* What needs to be done: Starting with the opening line of the material, restate every line word for word, and end on the line containing "Task: Click on the Dislike".

▽

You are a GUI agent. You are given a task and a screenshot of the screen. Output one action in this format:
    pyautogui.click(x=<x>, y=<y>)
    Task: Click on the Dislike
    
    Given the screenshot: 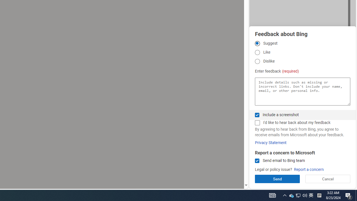 What is the action you would take?
    pyautogui.click(x=257, y=61)
    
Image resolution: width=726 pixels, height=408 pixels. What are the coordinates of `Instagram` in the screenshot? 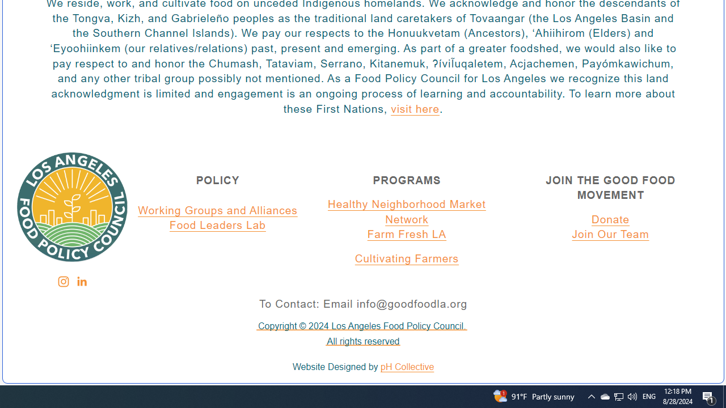 It's located at (63, 282).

△

* Response area:
You are a GUI agent. You are given a task and a screenshot of the screen. Output one action in this format:
    pyautogui.click(x=<x>, y=<y>)
    Task: Click on the Dislike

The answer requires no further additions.